A focused course, tailored for you
OpRisk Technology Platform for Investment Banking
Build the loss event schema, KRI pipeline, and RCSA automation that APRA reviews don't need to fix.
The quarterly APRA OpRisk submission requires four manual adjustment rounds before it can go out. Each round traces to the same source: loss events coded on desk terms, not regulatory terms, with no automated bridge between the two inside the platform.
Includes a hand-built implementation playbook delivered alongside course access, generated for your specific situation.
Why this course
Operational risk technology at investment banks is typically assembled from three or four systems that were never designed to talk to each other. The incident management platform codes events one way. The loss event database codes them a second way. The KRI tracker pulls data manually from whatever the desk sends. The RCSA lives in a workshop spreadsheet that is updated once a year. When APRA asks for a submission, someone spends two weeks reconciling these sources before the first number is validated. This course rebuilds the stack from the data model outward, so the submission is a report, not a rescue operation.
What you walk away with
- Design a loss event data model that captures desk-level detail and maps to APRA and Basel taxonomy without a manual translation layer.
- Build a KRI pipeline that reads from source systems automatically, removing desk email submission as the single point of failure for indicator accuracy.
- Implement an incident management workflow with consistent causal coding that feeds usable scenario analysis inputs without a post-submission cleaning sprint.
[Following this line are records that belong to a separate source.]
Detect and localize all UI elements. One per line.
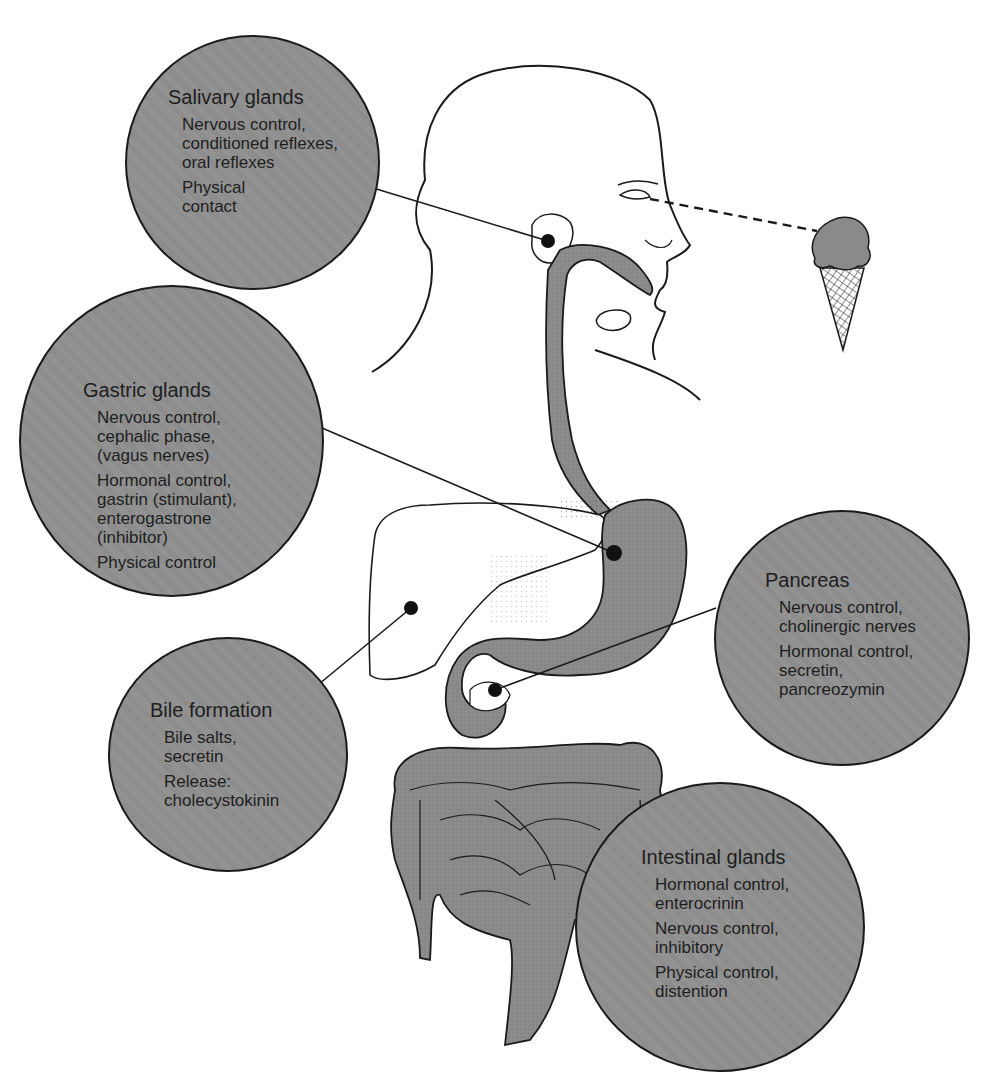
text-line: Nervous control, bbox=[655, 919, 789, 938]
pancreas-group-2: Hormonal control, secretin, pancreozymin bbox=[779, 642, 916, 699]
text-line: secretin, bbox=[779, 661, 916, 680]
text-line: cholinergic nerves bbox=[779, 617, 916, 636]
bile-group-1: Bile salts, secretin bbox=[164, 728, 279, 766]
salivary-group-2: Physical contact bbox=[182, 178, 338, 216]
text-line: Bile salts, bbox=[164, 728, 279, 747]
gastric-glands-label: Gastric glands Nervous control, cephalic… bbox=[83, 378, 237, 578]
text-line: Physical bbox=[182, 178, 338, 197]
eye-icon bbox=[620, 190, 650, 199]
text-line: Nervous control, bbox=[779, 598, 916, 617]
text-line: conditioned reflexes, bbox=[182, 134, 338, 153]
intestinal-group-1: Hormonal control, enterocrinin bbox=[655, 875, 789, 913]
gastric-group-2: Hormonal control, gastrin (stimulant), e… bbox=[97, 471, 237, 547]
text-line: Hormonal control, bbox=[655, 875, 789, 894]
text-line: Physical control, bbox=[655, 963, 789, 982]
text-line: (vagus nerves) bbox=[97, 446, 237, 465]
salivary-dot bbox=[541, 234, 555, 248]
text-line: enterogastrone bbox=[97, 509, 237, 528]
text-line: Hormonal control, bbox=[779, 642, 916, 661]
text-line: Physical control bbox=[97, 553, 237, 572]
text-line: gastrin (stimulant), bbox=[97, 490, 237, 509]
intestinal-group-2: Nervous control, inhibitory bbox=[655, 919, 789, 957]
gastric-group-3: Physical control bbox=[97, 553, 237, 572]
text-line: Release: bbox=[164, 772, 279, 791]
text-line: pancreozymin bbox=[779, 680, 916, 699]
esophagus bbox=[546, 245, 652, 515]
gastric-dot bbox=[606, 545, 622, 561]
gastric-group-1: Nervous control, cephalic phase, (vagus … bbox=[97, 408, 237, 465]
pancreas-dot bbox=[488, 683, 502, 697]
text-line: Nervous control, bbox=[182, 115, 338, 134]
intestinal-glands-label: Intestinal glands Hormonal control, ente… bbox=[641, 845, 789, 1007]
bile-title: Bile formation bbox=[150, 698, 279, 722]
text-line: enterocrinin bbox=[655, 894, 789, 913]
bile-dot bbox=[404, 601, 418, 615]
pancreas-title: Pancreas bbox=[765, 568, 916, 592]
intestinal-group-3: Physical control, distention bbox=[655, 963, 789, 1001]
text-line: distention bbox=[655, 982, 789, 1001]
text-line: oral reflexes bbox=[182, 153, 338, 172]
bile-group-2: Release: cholecystokinin bbox=[164, 772, 279, 810]
salivary-glands-label: Salivary glands Nervous control, conditi… bbox=[168, 85, 338, 222]
gastric-title: Gastric glands bbox=[83, 378, 237, 402]
pancreas-label: Pancreas Nervous control, cholinergic ne… bbox=[765, 568, 916, 705]
ice-cream-cone-icon bbox=[812, 217, 870, 350]
text-line: contact bbox=[182, 197, 338, 216]
text-line: secretin bbox=[164, 747, 279, 766]
intestinal-title: Intestinal glands bbox=[641, 845, 789, 869]
text-line: (inhibitor) bbox=[97, 528, 237, 547]
text-line: Nervous control, bbox=[97, 408, 237, 427]
salivary-group-1: Nervous control, conditioned reflexes, o… bbox=[182, 115, 338, 172]
text-line: cholecystokinin bbox=[164, 791, 279, 810]
text-line: inhibitory bbox=[655, 938, 789, 957]
text-line: Hormonal control, bbox=[97, 471, 237, 490]
pancreas-group-1: Nervous control, cholinergic nerves bbox=[779, 598, 916, 636]
bile-formation-label: Bile formation Bile salts, secretin Rele… bbox=[150, 698, 279, 816]
submandibular-gland bbox=[596, 310, 630, 330]
salivary-title: Salivary glands bbox=[168, 85, 338, 109]
digestive-control-diagram: Salivary glands Nervous control, conditi… bbox=[0, 0, 991, 1086]
text-line: cephalic phase, bbox=[97, 427, 237, 446]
- Produce an APRA APS116 regulatory submission that passes first-review without manual adjustment.
- Deliver an operational risk committee pack where every dashboard figure is traceable to a source-system extract, not a spreadsheet calculation.
The 12 modules
How this addresses your situation
Specific modules that map to what you said you are dealing with.
What you get with this course
- 12 written modules covering the full OpRisk technology stack for capital markets, from loss event schema through APRA regulatory reporting.
- Downloadable templates for loss event data model schema, KRI pipeline specification, RCSA register structure, and APRA APS116 submission checklist.
- Worked examples using capital markets-specific risk event types throughout: trading errors, settlement fails, system outages, conduct events.
- The hand-built implementation playbook, delivered alongside course access, tailored to the OpRisk technology build priorities this course surfaces for your environment.
What you will have in hand by Day 1, Week 1, Month 1
Course access provisioned within 24 hours of purchase.
Hand-built implementation playbook delivered alongside course access within 24 hours.
Before and after
Quarterly APRA submission requires two weeks of manual reconciliation across four systems. Loss events are coded inconsistently across business lines. KRI inputs arrive by email from desks the morning before the pack is due. The RCSA is a spreadsheet updated once a year in a workshop.
Loss events enter one schema that speaks both desk language and regulatory language. KRI feeds run automatically from source systems and flag anomalies before dashboard publication. APRA submission is a scheduled report, not a rescue operation. The CRO dashboard updates from the platform without manual preparation.
What happens if you do not address this
The gap between what the platform captures and what the regulator expects does not close on its own. Each manual adjustment cycle before submission is evidence of a data model problem that grows more expensive to fix as the loss event history gets longer and regulatory reporting requirements get more specific.
Who it is for
Senior Managers and technology leads running operational risk platforms at Tier-1 investment banks and capital markets firms. You own the systems that capture risk events, track key indicators, and produce the regulatory submissions your CRO signs off on. You know what the platform should do. The challenge is closing the gap between how the desk captures data and how the regulator expects it reported.
How it arrives
Text-based course in the Art of Service learning environment, plus downloadable templates and worked examples for every module, plus the hand-built implementation playbook delivered alongside course access.
Time investment. 12 modules, typically 45-60 minutes each. Most Senior Managers complete the course over two to three weeks, working through the modules in the sequence that matches their current build priority.
Why $199 is the right number
Commercial GRC platforms address RCSA and workflow automation but do not solve the KRI automation or APRA-specific reporting problems this course covers. Internal technology teams typically build these components from scratch, which takes 12-18 months and produces results that pass the first audit but require rework at the second. This course condenses the design decisions that take the most time to discover.
FAQ
30-day money-back guarantee. If after a week of working through the materials this is not what you needed, reply to the receipt email and a full refund is processed. No questions, no forms.
Within 24 hours your account in the learning environment is provisioned and the tailored implementation playbook is delivered alongside it.